248. Solitaire Stories

Description:

This is your traditional Klondike Solitaire game, but with some interstitial story thrown in the mix. You solve decks and learn a little more about characters in certain situations, adding some narrative continuity to what is otherwise a simple and straightforward Solitaire game.

Rank Explanation:

There are entirely too many Solitaire games on Apple Arcade now, and this one is undoubtedly the worst. There are no customization options, you have to play draw one Solitaire, and some of the levels in the story mode seem broken (either that, or their hint system is entirely incapable of helping you). Just a poor showing all around.


249. Things That Go Bump

Description:

Imagine a fighting game where you have to build your character as you play.

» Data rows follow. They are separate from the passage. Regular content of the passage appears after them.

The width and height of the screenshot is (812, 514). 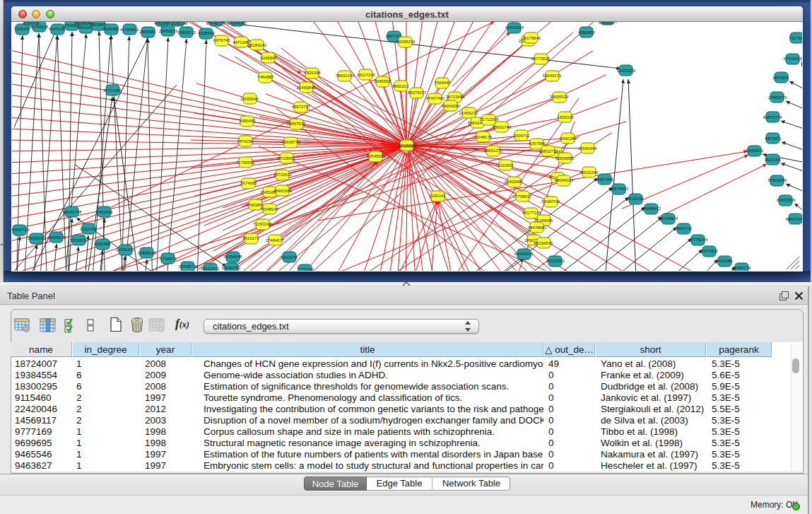 I want to click on svg-text: 16117240, so click(x=366, y=75).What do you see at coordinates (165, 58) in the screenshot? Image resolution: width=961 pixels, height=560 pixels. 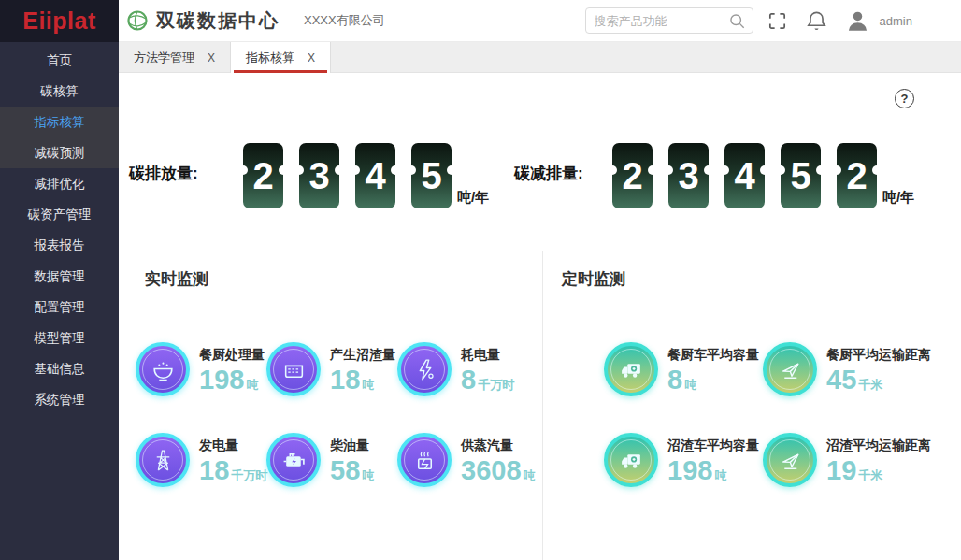 I see `tab-label: 方法学管理` at bounding box center [165, 58]. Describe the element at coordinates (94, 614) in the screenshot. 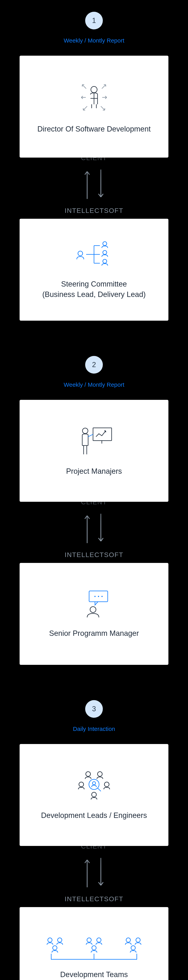

I see `card-senior-pm: Senior Programm Manager` at that location. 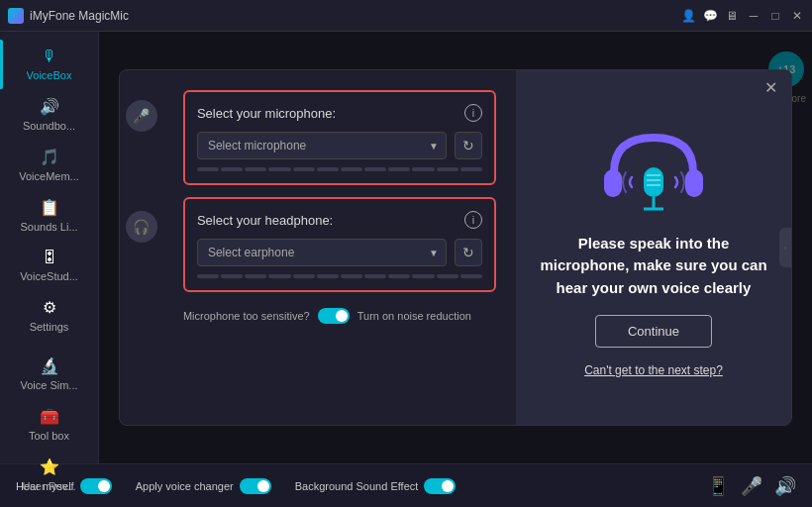 I want to click on sensitivity-toggle, so click(x=334, y=316).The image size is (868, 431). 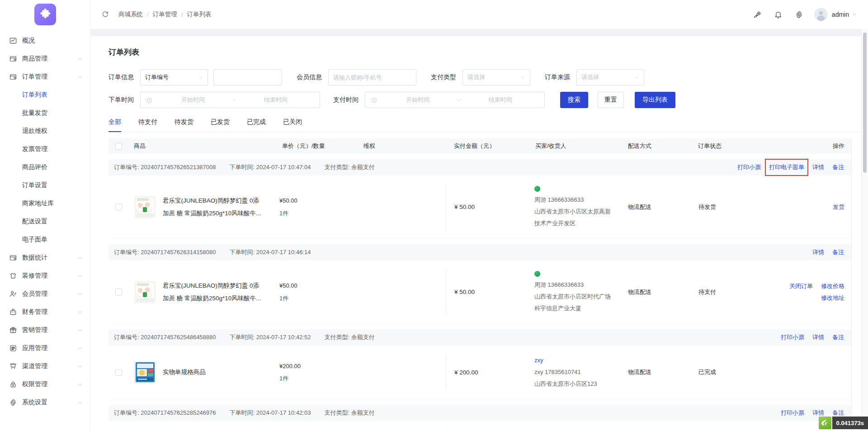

That’s kind of what Things That Go Bump is going for. You control a spirit that possesses household objects to build a body of sorts that you then use to battle other spirits doing the same thing. You do this in either a single-player wave-based "Horde Mode" or online up against up to three other players.

Rank Explanation:

There’s not a whole lot to Things That Go Bump’s combat, and it seems like a lot of other people agree. The online multiplayer for this game is a ghost town, leaving you only with the option to play the Horde Mode, which isn’t a whole lot of fun, either.


250. Operator 41

Description:

Operator 41 is a stealth action game where each level involves moving your spy past guards to reach a telephone. Your character and guards move in real-time, so you need to time your movements carefully and take advantage of distractions to avoid getting caught.

Rank Explanation:

Operator 41’s stealth mechanics are not particularly innovative and the game itself exudes zero personality. You could play this game, but there’s nothing about it that makes you want to do so.


251. Doodle God Universe

Description:

A game purportedly about making your own worlds, Doodle God Universe has you combining elements like lightning and water in what is mostly a playground for experimentation and guesswork.

Rank Explanation:

I'm not really sure what Doodle God Universe is going for here. It feels like an entire game built on trial-and-error? All you do is tap elements to see if they combine into a new thing. If they don't nothing happens, and if they do, they get added to a world that you otherwise have no control over. If I'm missing something, let me know, but this game just seems dull as dull can be.



252. Secret Oops

Description:

This is essentially a spy-themed Lemmings game. Your special agent infiltrates buildings by blindly walking straight ahead toward his goals, and you have to look out for him by tapping cameras to shut them off, open doors for him, and reveal evidence for him to gather. Secret Oops is also largely designed around augmented reality, where you can move your phone or tablet around to get a better view of your agents actions and the obstacles that lay ahead.

Rank Explanation:

The idea of playing a game where I have to physically move my phone around to get a better view of the action is completely unappealing. Secret Oops gives you the option to play in a non-AR mode, but it’s virtually impossible to see and tap the things you need to tap while playing this way. Even if the game was more playable outside of the AR mode, Secret Oops would still feel pretty generic and unimpressive.